Do you have a couple of hours to spare?

Interviewing Skills for Oral History and Podcasting Workshop

Do you have a couple of hours to spare on the afternoon of Sunday 30 June at Edgware & Hendon Reform Synagogue? We need interviewees to help out with our Interviewing Skills for Oral History and Podcasting Workshop. As part of the project we are working with young people aged 14-16 to help them gain skills in interviewing and podcasting techniques with the added aim of helping to raise their confidence and introducing them to different ways of communicating. We need six Sephardim willing to be interviewed and have their stories transformed into a podcast for EHRS and for the Lost Jews project. If you do have some time available to help us, or would like more information, please get in touch with Polly at volunteer@lostjews.org.uk for further details.

Free Drama Workshop: Staging Sephardi Heritage, 16 June 2019

Discovering & Documenting England’s Lost Jews is a huge adventure into mapping different histories and finding connections. Using these discoveries we are creating a site-responsive performance, One Lost Stone, that will premiere on 22 September 2019 at Novo Cemetery, in the grounds of Queen Mary University of London, Mile End campus. And on 16 June, we are running a free drama workshop that will help originate this new work, and we would like to invite you to join us.

So, what are we discovering? Julia Pascal, Pascal Theatre Company’s Artistic Director, and her team of researchers, have been trawling through seventeenth century documents to read about Jews fleeing conversion in Spain and Portugal, and about Jews being burnt at the stake as heretics to the Christian faith. It is a bloody story, but it is not just a Jewish one. It tells us about Catholic Spain and Portugal and how the power of the Inquisition was a terrible force which meant that Jews were displaced all over the world. The English story comes in to play when Rabbi Menasseh ben Israel approaches Oliver Cromwell in his plea for the re-admittance of the Jews. Officially, England had no Jews after 1290 as England was the first European country to expel them.

“I have been excited to discover that the English Revolution of 1656, when the Republic began, was also the moment when Jews were being thought of as new immigrants.”

Julia

We are discovering the wealth of that Jewish experience that trickled into England from 1492. The languages of Ladino and Portuguese were the cultures of these Jews. Their survival in London is charted, and we have stories and names that reveal this amazing history. 

Our workshop on 16 June will be exploring some of the major figures of the story. Who knew that Licoricia was a major funder of royalty in the thirteenth century and one of the richest women in Winchester? There are many characters to explore in the workshop which will be revealing some of the great debates of philosopher Baruch Spinoza and Moses Maimonides. 

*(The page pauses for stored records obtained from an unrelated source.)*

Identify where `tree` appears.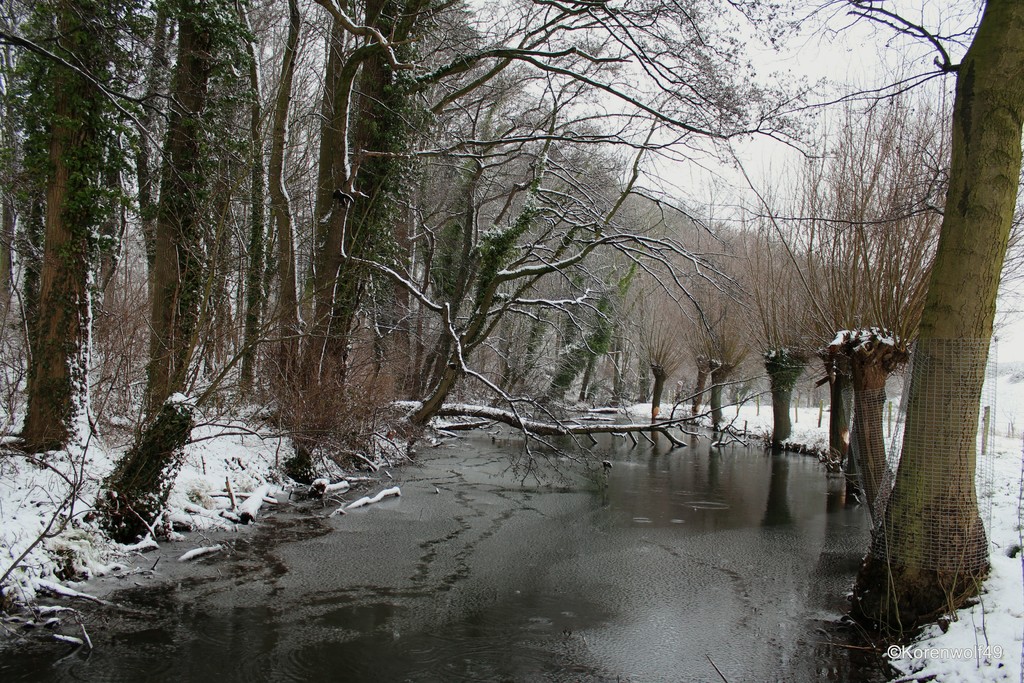
Appears at box=[792, 107, 865, 471].
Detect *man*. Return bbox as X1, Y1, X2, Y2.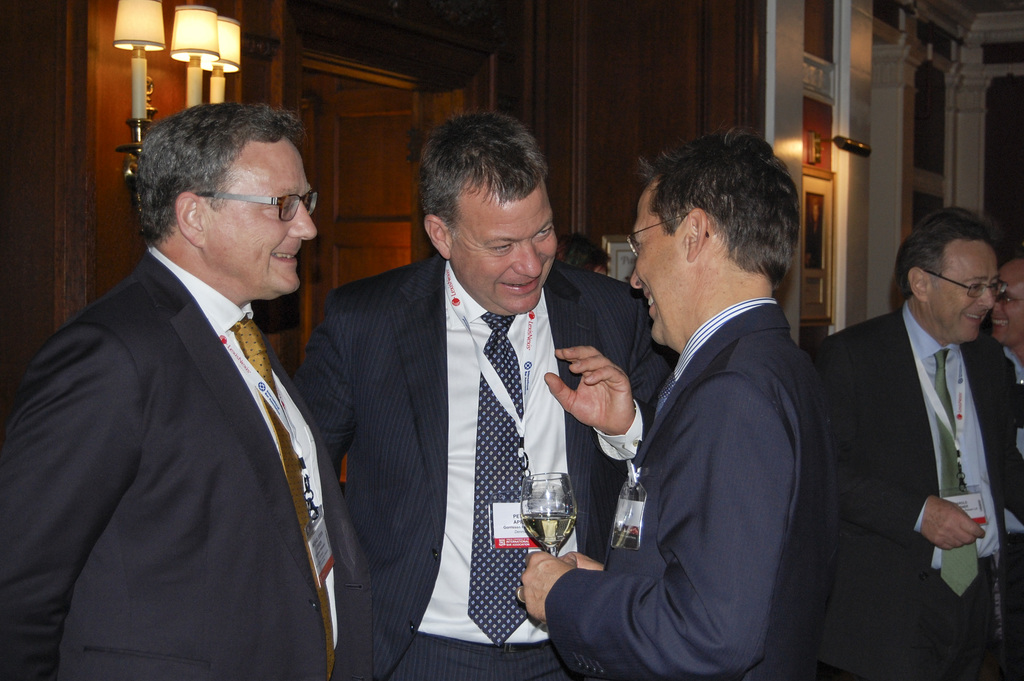
0, 103, 379, 680.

Using drama and movement techniques, Thomas Kampe will lead participants in playfully revealing the histories and stories we’ve uncovered. In experimenting with staging Sephardi heritage, participants will not only gain historical knowledge but also learn enjoyable ways to create new text and storytelling using this kind of source material. They can also take part in the journey towards using the workshop as inspiration for our site-responsive performance on 22 September 2019.